Abstract

Of aU the books that have come through our office for possible review this year, the one I have found most welcome has been The Vintage of African Poetry edited by Michael S. Harper and Anthony Walton (New York: Random House, 2000). Four hundred pages in paper, it is a bedside compan ion into which I can dip and begin to repair, with the help of intelUgent guides, our senile system of neglect. What's more it's fun. Any anthology that surprises with a deft turn on Emily Dickinson?the flies /just stood around / and buzzed / when she died?or with a startlingly radical Frankie and Johnny deUvers much more than instruction. The editors developed this anthology as an expansion of their Every Shut Eye Ain't Asleep: An Anthology of Poetry by African Americans Since 1945 (Little Brown, 1994). Another attractive newcomer is E. Ethelbert Miller's In Search of Color Everywhere: A Collection of African-American Poetry (Stewart Tabori & Chang, 1994; paper 1996).

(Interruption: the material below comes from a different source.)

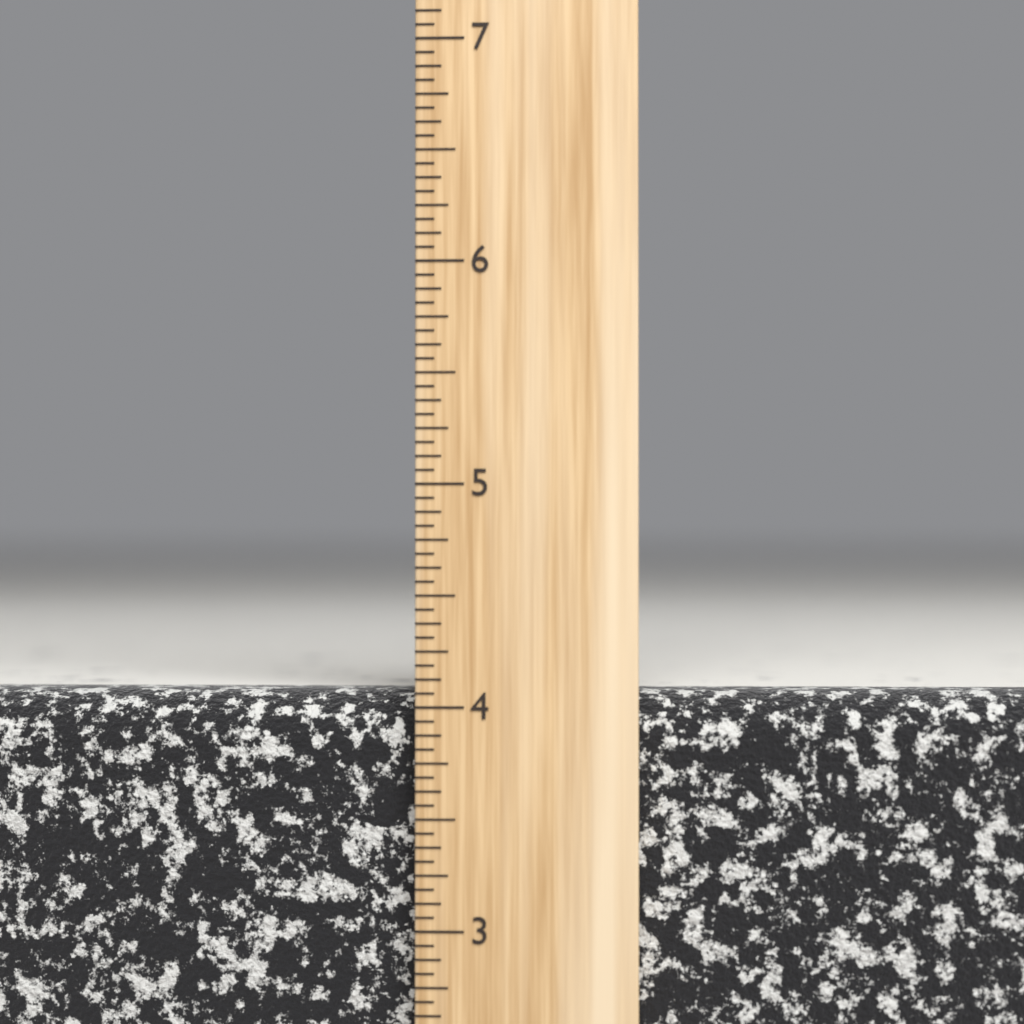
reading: 4.0625 inch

Nor should one miss John Hollander's gathering of nearly one hundred pages of Folk Songs and Spirituals (and a roughly equal amount of American Indian Poetry) in Volume Two of his Poetry: The Nineteenth Century (Library of America, 1993). Not all those songs are of African origin, but many are; and the first Unes of Hollander's first choice?De talles' tree in Paradise,/ De Christian call de tree of Ufe? announce an intention, which I take to be to clarify and present a background of anonymous poetry for the African tradition that is equivalent, more or less, to the ballads and other anonymous lyrics that begin most an thologies of EngUsh verse. Splice that to the present coUection, which begins with the eighteenth century poets Jupitor Hammon, Benjamin Banneker, and PhilUs Wheatley, and an Oxford Book of African Verse would be at hand, and what a companion it would make. That Harper and Walton entertain such thoughts is evident everywhere, especiaUy as the poets sing of and to each other, reveling in their intersec tions. Rita Dove has a poem called Banneker; Hammon and Robert Hay den address Wheatley; SterUng A. Brown draws on the dialect voice of folk songs, while numerous other poets attach themselves to parallel musical traditions by writing to, for, and of Bessie Smith, John Coltrane, Thelonious Monk, and Muddy Waters. The ambition of the anthology, however, is larger than clarifying the tradi tion of African poetry. It is to correct our understanding of Ameri

Full Text
Paper version not known

Talk to us

Join us for a 30 min session where you can share your feedback and ask us any queries you have

Schedule a call

Disclaimer: All third-party content on this website/platform is and will remain the property of their respective owners and is provided on "as is" basis without any warranties, express or implied. Use of third-party content does not indicate any affiliation, sponsorship with or endorsement by them. Any references to third-party content is to identify the corresponding services and shall be considered fair use under The CopyrightLaw.